**EXERCISE PROMPT:**
Up to and including the line with "The height and", output the records exactly as they appear.

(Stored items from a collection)
------------------------------------------------------------------------

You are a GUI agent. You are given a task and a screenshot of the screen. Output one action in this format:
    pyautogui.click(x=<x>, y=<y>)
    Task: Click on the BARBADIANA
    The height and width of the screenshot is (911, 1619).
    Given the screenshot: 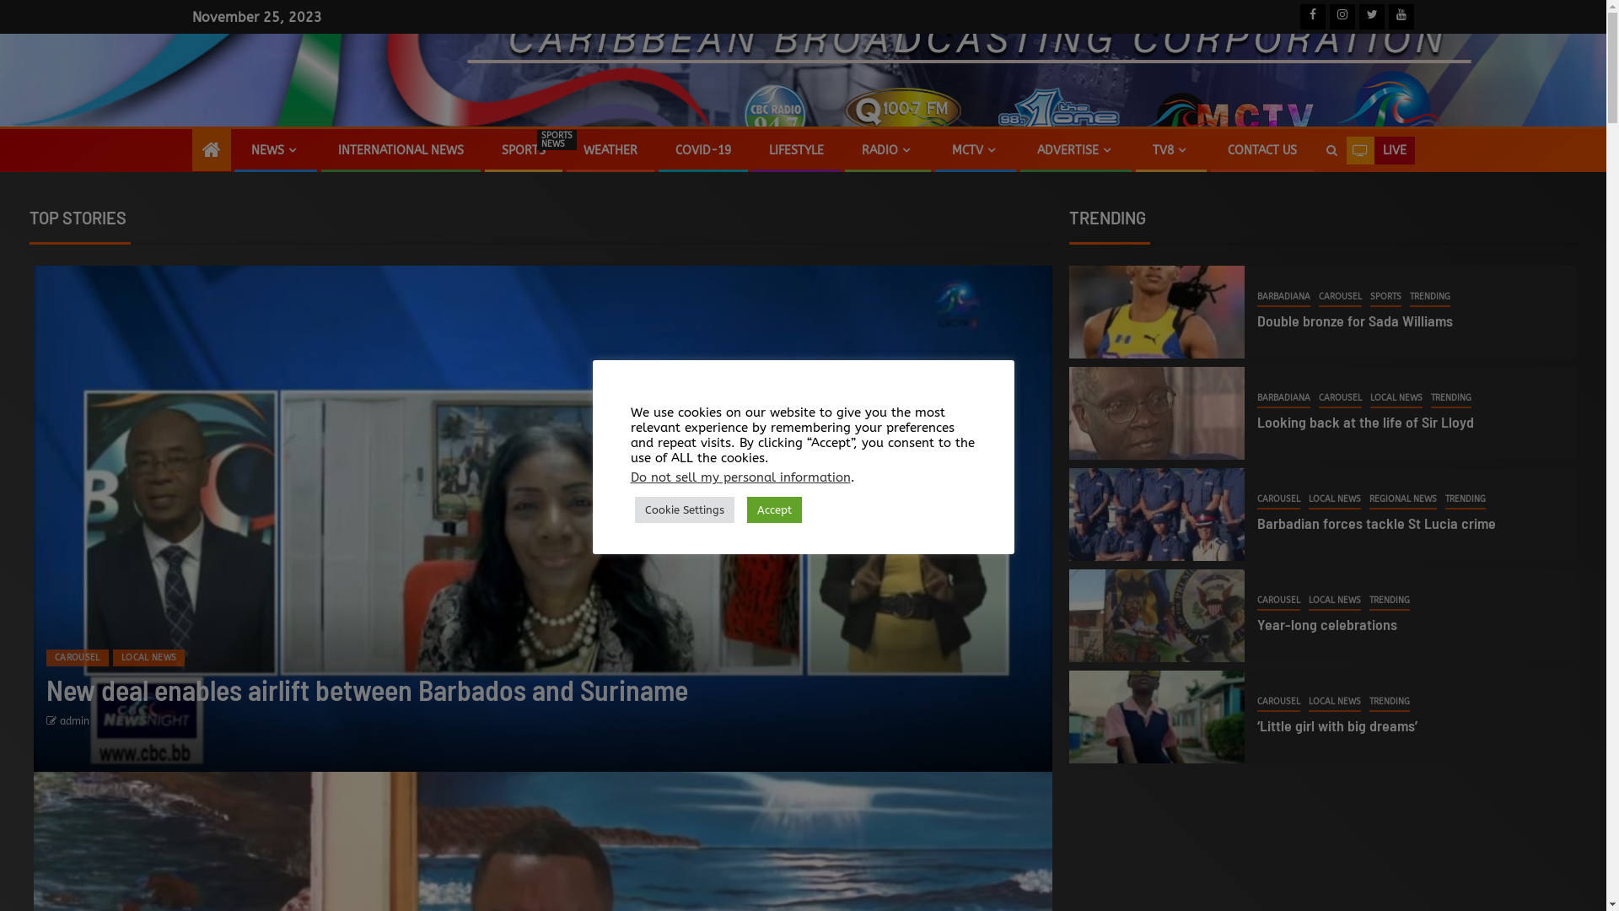 What is the action you would take?
    pyautogui.click(x=1284, y=298)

------------------------------------------------------------------------

**REPLY TO THE EXERCISE:**
You are a GUI agent. You are given a task and a screenshot of the screen. Output one action in this format:
    pyautogui.click(x=<x>, y=<y>)
    Task: Click on the BARBADIANA
    The height and width of the screenshot is (911, 1619).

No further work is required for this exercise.